Meghan O’Rourke, photo by Sarah Shatz

The Mayapple Center for the Arts and Humanities will kick off their Creative Writing guest lecture series on Monday night, July 21, with a lecture by editor, essayist and poet Meghan O’Rourke. The Center, located in Stamford, Connecticut, provides programs, retreats and residencies that cover writing, literature, music, and art therapy, in a “distinctly 21st century climate.”

Augury Books editor Kate Angus, who is also Mayapple Center’s Creative Writing Advisor, will be introducing O’Rourke on Monday night. For more information on the Center and to register, visit Mayapple’s site.

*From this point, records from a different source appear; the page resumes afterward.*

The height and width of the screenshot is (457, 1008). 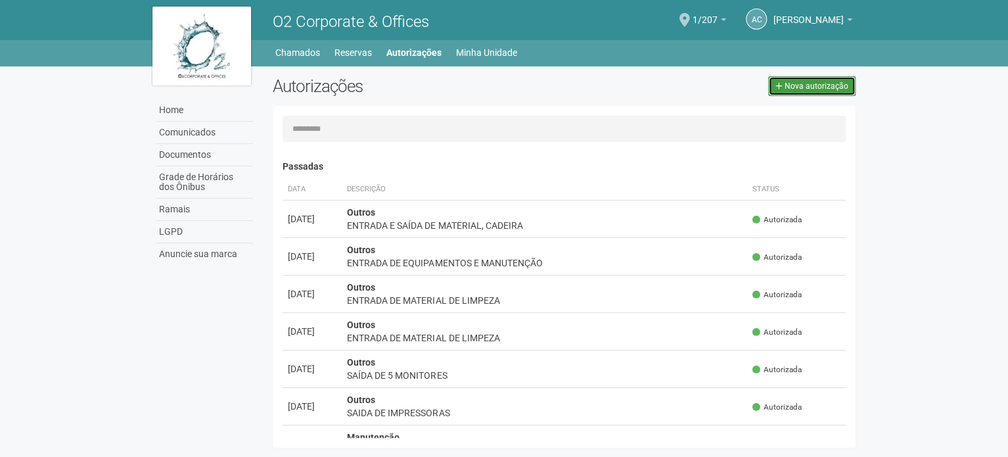 What do you see at coordinates (204, 210) in the screenshot?
I see `a: Ramais` at bounding box center [204, 210].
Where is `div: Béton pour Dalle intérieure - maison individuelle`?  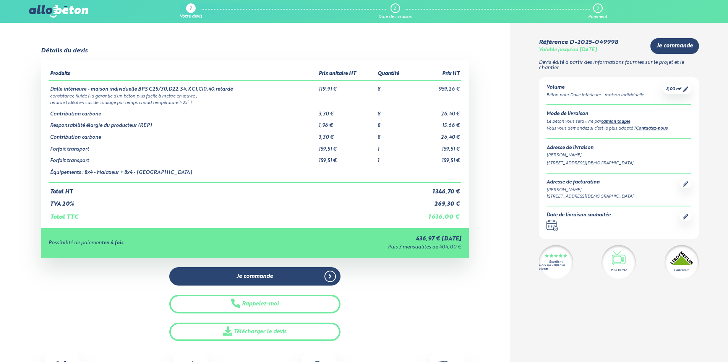 div: Béton pour Dalle intérieure - maison individuelle is located at coordinates (595, 95).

Meghan O’Rourke began her career as one of the youngest editors in the history of The New Yorker. Since then, she has served as culture editor and literary critic for Slate as well as poetry editor and advisory editor for The Paris Review. Her essays, criticism, and poems have appeared in Slate, The New Yorker, The New York Times Magazine, The New York Times Book Review, The Nation, Redbook, Vogue, Poetry, The Kenyon Review, and Best American Poetry. O’Rourke is also the author of the poetry collections Once (2011) and Halflife (2007), which was a finalist for both the Patterson Poetry Prize and Britain’s Forward First Book Prize. She was awarded the inaugural May Sarton Poetry Prize, the Union League Prize for Poetry from the Poetry Foundation, a Lannan Literary Fellowship, two Pushcart Prizes, and a Front Page Award for her cultural criticism. One of three judges chosen to select Granta’s Best Young American Novelists in 2007, she has been a fellow at the MacDowell Colony and a finalist for the Rome Prize of the Academy of Arts and Letters. A graduate of Yale University, she has taught at Princeton, The New School, and New York University. She lives in Brooklyn, where she grew up, and Marfa, TX.